Group cooking offers so much food for thought
• Figure out how to manage shopping and expenses. Will it be done jointly or is each individual responsible for his or her own ingredients?
"You have to be laid-back and go with the flow," Stoakley says. "It's just for a short period of time. It's not forever."
Then again, if coordinating cooking seems daunting, a private chef might be the answer.
That's what Maureen Bee of Fort Collins enjoyed when she and her family vacationed in Acapulco, Mexico, with five other families.
"They cooked all of our meals, did all of our grocery shopping, got all of our booze.
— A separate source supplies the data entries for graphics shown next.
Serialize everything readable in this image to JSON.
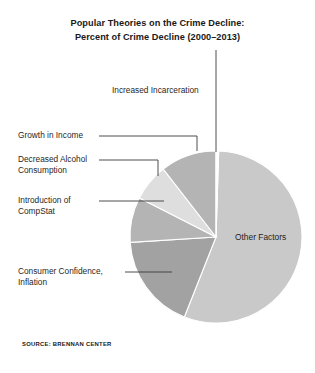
{
  "title": {
    "line1": "Popular Theories on the Crime Decline:",
    "line2": "Percent of Crime Decline (2000–2013)"
  },
  "source": "SOURCE: BRENNAN CENTER",
  "labels": {
    "increased_incarceration": "Increased Incarceration",
    "growth_in_income": "Growth in Income",
    "decreased_alcohol": "Decreased Alcohol\nConsumption",
    "compstat": "Introduction of\nCompStat",
    "consumer_confidence": "Consumer Confidence,\nInflation",
    "other_factors": "Other Factors"
  },
  "colors": {
    "other_factors": "#c9c9c9",
    "consumer_confidence": "#a2a2a2",
    "compstat": "#b4b4b4",
    "decreased_alcohol": "#dedede",
    "growth_in_income": "#b4b4b4",
    "increased_incarceration": "#ffffff",
    "leader_line": "#3a3a3a",
    "text": "#1f1f1f",
    "background": "#ffffff"
  },
  "chart_data": {
    "type": "pie",
    "title": "Popular Theories on the Crime Decline: Percent of Crime Decline (2000–2013)",
    "legend_position": "callout-labels",
    "grid": false,
    "units": "percent",
    "categories": [
      "Other Factors",
      "Consumer Confidence, Inflation",
      "Introduction of CompStat",
      "Decreased Alcohol Consumption",
      "Growth in Income",
      "Increased Incarceration"
    ],
    "values": [
      55.5,
      18.0,
      8.5,
      7.0,
      10.5,
      0.5
    ],
    "slices": [
      {
        "label": "Other Factors",
        "value": 55.5,
        "start_angle": 1.8,
        "end_angle": 201.6,
        "color": "#c9c9c9"
      },
      {
        "label": "Consumer Confidence, Inflation",
        "value": 18.0,
        "start_angle": 201.6,
        "end_angle": 266.4,
        "color": "#a2a2a2"
      },
      {
        "label": "Introduction of CompStat",
        "value": 8.5,
        "start_angle": 266.4,
        "end_angle": 297.0,
        "color": "#b4b4b4"
      },
      {
        "label": "Decreased Alcohol Consumption",
        "value": 7.0,
        "start_angle": 297.0,
        "end_angle": 322.2,
        "color": "#dedede"
      },
      {
        "label": "Growth in Income",
        "value": 10.5,
        "start_angle": 322.2,
        "end_angle": 360.0,
        "color": "#b4b4b4"
      },
      {
        "label": "Increased Incarceration",
        "value": 0.5,
        "start_angle": 360.0,
        "end_angle": 361.8,
        "color": "#ffffff"
      }
    ]
  }
}
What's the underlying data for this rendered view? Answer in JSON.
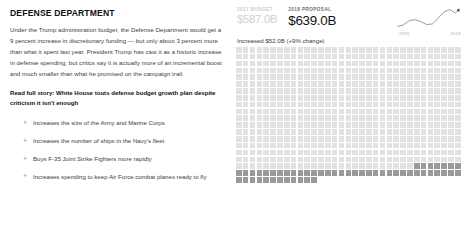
{
  "article": {
    "department_title": "DEFENSE DEPARTMENT",
    "body": "Under the Trump administration budget, the Defense Department would get a 9 percent increase in discretionary funding — but only about 3 percent more than what it spent last year. President Trump has cast it as a historic increase in defense spending, but critics say it is actually more of an incremental boost and much smaller than what he promised on the campaign trail.",
    "read_full_story": "Read full story: White House touts defense budget growth plan despite criticism it isn't enough",
    "bullet_marker": "+",
    "bullets": [
      "Increases the size of the Army and Marine Corps",
      "Increases the number of ships in the Navy's fleet",
      "Buys F-35 Joint Strike Fighters more rapidly",
      "Increases spending to keep Air Force combat planes ready to fly"
    ]
  },
  "figure": {
    "previous": {
      "caption": "2017 BUDGET",
      "value": "$587.0B"
    },
    "current": {
      "caption": "2018 PROPOSAL",
      "value": "$639.0B"
    },
    "delta_text": "Increased $52.0B (+9% change)",
    "colors": {
      "base_cell": "#e2e2e2",
      "increase_cell": "#9a9a9a",
      "muted_text": "#cfcfcf",
      "primary_text": "#111111"
    }
  },
  "chart_data": [
    {
      "type": "line",
      "name": "defense-budget-sparkline",
      "title": "",
      "xlabel": "",
      "ylabel": "",
      "x_tick_labels": [
        "1976",
        "2018"
      ],
      "x": [
        1976,
        1980,
        1984,
        1988,
        1992,
        1996,
        2000,
        2004,
        2008,
        2012,
        2016,
        2018
      ],
      "y": [
        300,
        330,
        420,
        440,
        400,
        340,
        350,
        470,
        600,
        650,
        580,
        639
      ],
      "endpoint_marker": true,
      "grid": false,
      "legend": "none"
    },
    {
      "type": "waffle",
      "name": "budget-waffle",
      "title": "",
      "unit_value_b": 1,
      "columns": 33,
      "rows": 21,
      "total_cells": 639,
      "categories": [
        "2017 base budget",
        "2018 increase"
      ],
      "values": [
        587,
        52
      ],
      "colors": [
        "#e2e2e2",
        "#9a9a9a"
      ],
      "note": "Each cell = $1B of the 2018 proposal; darker cells are the $52.0B increase"
    }
  ]
}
Everything," she says.
There were snacks during the day, bartenders at night, a team of cooks in the kitchen and even servers.
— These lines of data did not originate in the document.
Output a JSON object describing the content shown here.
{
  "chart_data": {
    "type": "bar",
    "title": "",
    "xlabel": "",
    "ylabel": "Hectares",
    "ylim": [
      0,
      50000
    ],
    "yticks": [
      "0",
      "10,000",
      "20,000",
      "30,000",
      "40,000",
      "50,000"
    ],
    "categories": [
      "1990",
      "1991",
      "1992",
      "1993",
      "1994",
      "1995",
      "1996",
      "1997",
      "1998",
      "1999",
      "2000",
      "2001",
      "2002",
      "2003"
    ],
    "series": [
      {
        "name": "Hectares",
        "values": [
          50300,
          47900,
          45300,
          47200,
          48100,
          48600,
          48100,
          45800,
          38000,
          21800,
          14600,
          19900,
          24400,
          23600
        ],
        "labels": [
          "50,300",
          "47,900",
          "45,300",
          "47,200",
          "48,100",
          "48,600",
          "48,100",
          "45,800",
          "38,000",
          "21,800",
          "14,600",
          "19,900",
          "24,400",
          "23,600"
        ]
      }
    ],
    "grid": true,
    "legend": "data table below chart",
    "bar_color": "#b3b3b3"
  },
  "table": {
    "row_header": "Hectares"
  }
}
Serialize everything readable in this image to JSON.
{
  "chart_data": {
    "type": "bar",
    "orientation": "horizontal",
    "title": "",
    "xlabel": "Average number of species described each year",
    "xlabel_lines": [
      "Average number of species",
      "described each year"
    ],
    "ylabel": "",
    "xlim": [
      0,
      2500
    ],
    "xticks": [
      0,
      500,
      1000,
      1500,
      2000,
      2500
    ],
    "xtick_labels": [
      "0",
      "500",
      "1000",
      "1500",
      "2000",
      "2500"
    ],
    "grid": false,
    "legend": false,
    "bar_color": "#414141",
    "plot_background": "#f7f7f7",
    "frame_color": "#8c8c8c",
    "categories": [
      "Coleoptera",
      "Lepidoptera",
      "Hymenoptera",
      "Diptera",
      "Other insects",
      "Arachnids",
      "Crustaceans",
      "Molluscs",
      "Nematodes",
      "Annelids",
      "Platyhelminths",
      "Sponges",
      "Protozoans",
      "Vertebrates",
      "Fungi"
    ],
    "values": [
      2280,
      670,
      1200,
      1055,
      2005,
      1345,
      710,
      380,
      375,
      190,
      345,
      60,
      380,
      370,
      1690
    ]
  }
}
"It was like having a restaurant in our villa," she says.
At the end of the trip, the group calculated in the gratuity and split the bill.
To find a private cook, check with your rental company or call caterers at your destination. Many chefs also maintain websites.
Prices vary with the menu and location, but a full service dinner prepared by a caterer hired through CaboVillas.com would start at $35 per person. Breakfasts begin at $15 and lunch $25, says Julie Byrd, spokeswoman for the company, which handles rentals in Mexico's Baja Peninsula.
Still, for Lando, who is so averse to cooking that he eats out as a matter of course, it's a real pleasure to savor the home-cooked meals that come with his summer getaway. And the icing on the cake?
"The real treat is being able to have dinner with my whole family," he says.